Saturday, July 20, 2013

Bias In Anthropology

I have just finished War Before Civilization by Lawrence Keeley (there will be a post on that later today), who accuses any number of anthropologists of misreading the data in accordance with their philosophical biases.  I mention again, this level of scathe occurs more frequently than I expected among anthropologists.

(I mentioned this to my brother who assured me that the average faculty meeting does not even rise to that level of discussing academic topics, even poorly and viciously. That would be a relief.)

Yet I should expect it. In the physical sciences, in math or in much of engineering, the implications for how we should live are usually remote.  People might have something personal tied up in whether the ideas they have been announcing have turned out to be true or their career has been largely wasted, but that it is largely pride. The answers don't greatly impact how one should vote, or whether to have children, or how much responsibility we have to others.  At most, they have some philosophical or theological implications, which in turn might influence whether one believes in a god, and what kind.  But even this is usually oversold, raising no new questions but merely asking the old ones in more complicated ways.

Perhaps physicists and the occasional mathematician gets overexcited by this and just have to write a book on the topic because they feel left out.  All the biologists and sociologists get to play with the fun questions, why not us?

Climate and nutrition become political topics because they involve themselves with the questions of how people are supposed to live.  It quickly becomes apparent that the disputants are not merely arguing data, they are contending for one side or the other in the grand questions of what Society is supposed to do, or what Humankind is all about.

We used to have a lot more of that in mental health.  The long reign of the Freudians and their cousins was coming to an end, replaced by what was then sneeringly called the Medical Model, which was armed with medications which actually did relieve the symptoms of some people. It now appears that an entire century's trend in psychology grew up mostly because intellectuals in Europe, then America, wanted desperately to believe that it was all about secret sexual desires. Which is much more fun to talk about than receptors, eh?

That wasn't the work of a few psychiatrists, BTW.  That idea became dominant because people wanted it to. The culture wanted something like that, and so it was given to them.  This involved ignoring what was already known, and setting human understanding back by decades, but what is that, compared to being a Kinsey, hailed as a scientist while sponsoring the molestation of children, and giving your own sexual practices cultural justification?

4 comments:

james said...

Is the Keeley book related to the BBC story? I hadn't tracked down the Finnish report, but BBC's summary sounded like "before people assembled in large groups they didn't have wars, just fights between small groups." Or something like that.

Subjects like cold fusion aside, the physicists I've hung around with have generally used fairly polite language when warning of recto-crainial insertions. Or muted their end of the conference call and laughed. "Nonsense" is usually the worst.

I think you're right--these arguments are career-level stuff, but they have no implications for how we ought to live our lives (or compel our neighbors to live theirs).

Assistant Village Idiot said...

The BBC story is a perfect lead in for my post. Thanks.

Sam L. said...

I've read comments that the fiercest faculty/academic battles are fought over some of the smallest things.

And Freud must have been highly obsessed with sex. (Most all of us are greatly interested, but not obsessed, or so we think.)

james said...

Parkinson's Law chapter 3 is a classic on the fighting of fierce battles over small stakes.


TRY IT:
Leave out the pictures and repeat the data exactly.

◆ ◆ ◆ ◆

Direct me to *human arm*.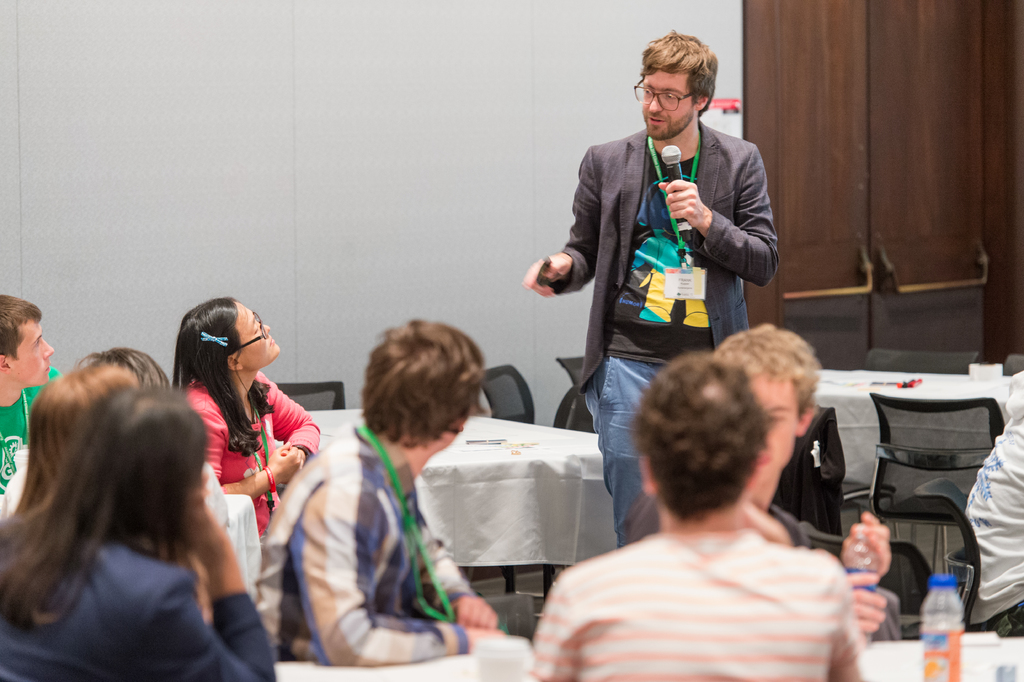
Direction: region(852, 555, 897, 646).
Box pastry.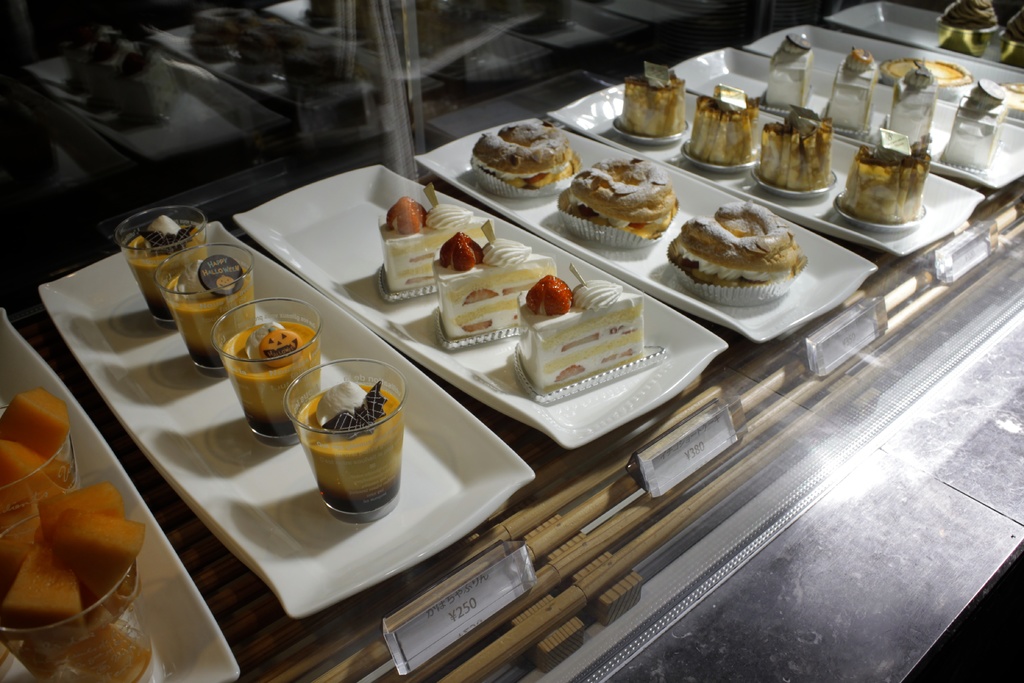
[514, 279, 646, 385].
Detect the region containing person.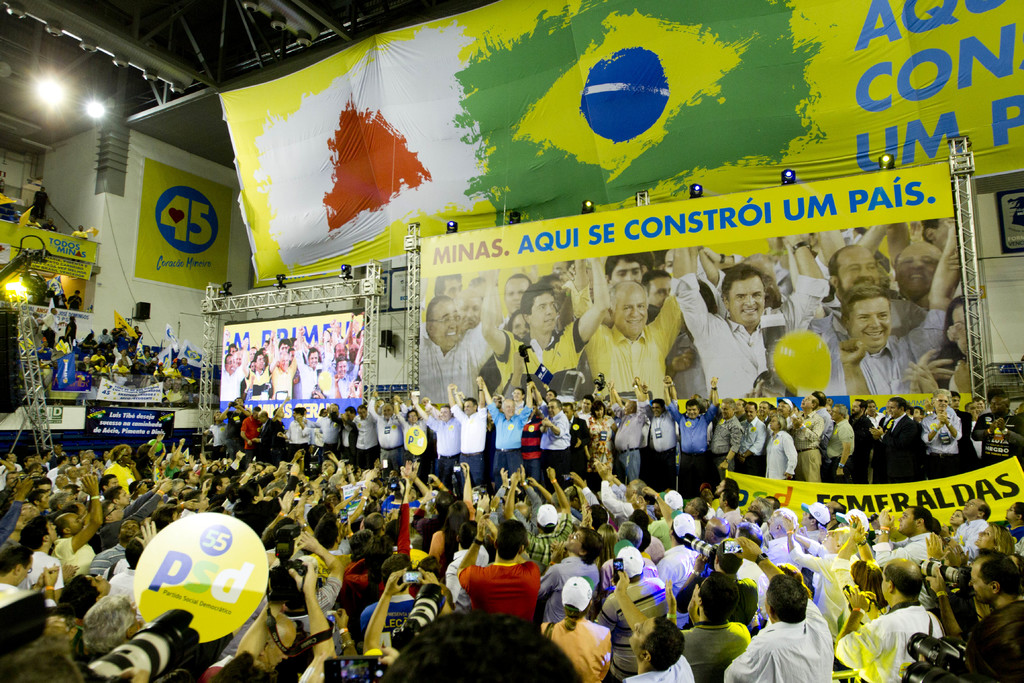
BBox(72, 224, 88, 237).
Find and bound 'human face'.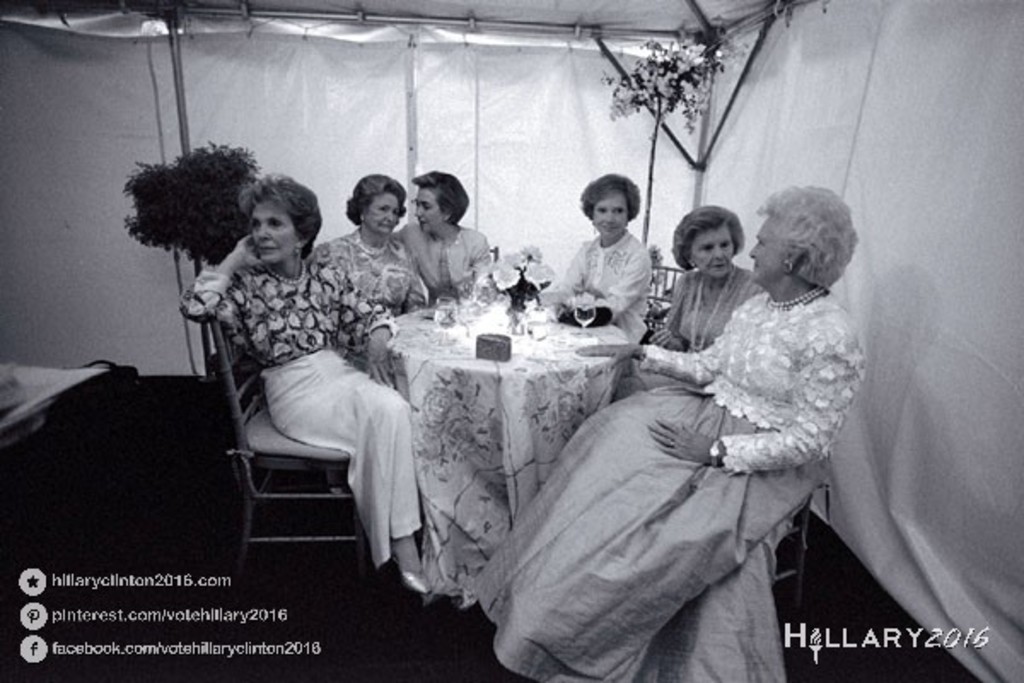
Bound: select_region(415, 190, 444, 231).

◆ ◆ ◆ ◆

TASK SOLUTION:
Direct me to *human arm*.
Direction: region(852, 555, 897, 646).
Box pastry.
[514, 279, 646, 385].
Detect the region containing person.
BBox(72, 224, 88, 237).
Find and bound 'human face'.
Bound: select_region(415, 190, 444, 231).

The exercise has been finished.